Filed in Families & Youth, Witness Intimidation
PermalinkFiled in Drug-related, International
PermalinkNEW YORK, Jan 23 (Reuters Breakingviews) - A financial snitch has gotten off too lightly. David Slaine, a former Galleon Group employee, pleaded guilty to insider trading and conspiracy but became an informant to help nab others, including the hedge fund and trading scandal kingpin, Raj Rajaratnam. At the urging of prosecutors, a federal judge has rewarded Slaine with probation and community service instead of up to 25 years in prison. Such leniency risks overreliance on criminals. . . .The justice system probably can't crack big cases without the cooperation of unsavory characters, and giving Slaine favorable treatment is justified up to a point. But even for the best information, letting confessed felons like him essentially off the hook is too high a price to pay.In a similar vein, this New York Times piece points out that, under recently proposed amendments to the U.S. Sentencing Guidelines, heavier sentences for insider trading will make cooperation--and the vastly lower sentences that accompany it--an increasingly prominent feature of white collar prosecutions.

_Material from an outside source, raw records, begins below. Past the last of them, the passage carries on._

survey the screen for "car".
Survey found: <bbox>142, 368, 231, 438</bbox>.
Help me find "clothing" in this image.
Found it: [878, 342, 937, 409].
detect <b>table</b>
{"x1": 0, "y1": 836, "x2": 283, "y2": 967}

The potential for higher sentences means the incentive to cooperate with the government in an investigation will be that much greater. There is already a significant disparity between the sentences of a cooperating defendant and one who goes to trial, and the best way to avoid the recommended sentence under the guidelines is to help prosecutors convict others....The benefits of cooperation are likely to be on display in the near future when crucial cooperating witnesses in the prosecution of Mr. Rajaratnam are sentenced. Anil Kumar and Rajiv Goel testified at his trial, and prosecutors are likely to recommend substantially lower sentences than those received by other defendants who pleaded guilty but did not cooperate, like the 30-month sentence given to Danielle Chiesi.
Filed in White Collar
PermalinkFiled in Families & Youth, Police, Witness Intimidation
PermalinkToday's decision is important for a number of reasons. First, it shows that the Justices have joined numerous state and federal legislators in recognizing the problem of informant unreliability. Informant-based wrongful convictions are increasingly frequent in the courts and in the news, and many states have taken up the issue. See Legislation Section of the main website. Although the Court did not answer the question today, it's a sign of the times that the Justices are arguing about it.

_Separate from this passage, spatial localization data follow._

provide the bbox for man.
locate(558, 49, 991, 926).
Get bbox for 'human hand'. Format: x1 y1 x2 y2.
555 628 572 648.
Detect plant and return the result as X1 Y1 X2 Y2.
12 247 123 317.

Maxwell also shows how the legal debate over informant use is becoming less about procedure and more about substantive questions of reliability and innocence. Until recently, most informant litigation has been a fight over disclosure: the information that the government must disclose regarding its use of compensated criminal witnesses. The Maxwell case and the Sotomayor/Scalia debate squarely confront the substantive question of unreliability: how unreliable can compensated criminal witnesses be before the law restricts their use? Or to put it another way, how high is our tolerance for the likelihood of wrongful conviction? Even Justice Scalia concluded that the informant in Maxwell's case was a "habitual liar," and that there were reasons "to think it likely that [he] testified falsely" at Maxwell's trial. The Ninth Circuit took the next step, holding that the Due Process Clause does not permit such clearly unreliable evidence to be used. As a result of today's cert denial, this holding stands.
Finally, Justice Sotomayor pointed out that the Ninth Circuit relied on "an avalanche of evidence" that the informant in that case was unreliable. The existence of such evidentiary avalanches is a relatively new phenomenon. Thanks to the innocence movement and numerous new studies (see Resources & Scholarship section on the main website), courts and litigators have more evidence than ever before regarding the unreliability of criminal informants. These new data will surely change how courts consider such questions in the future.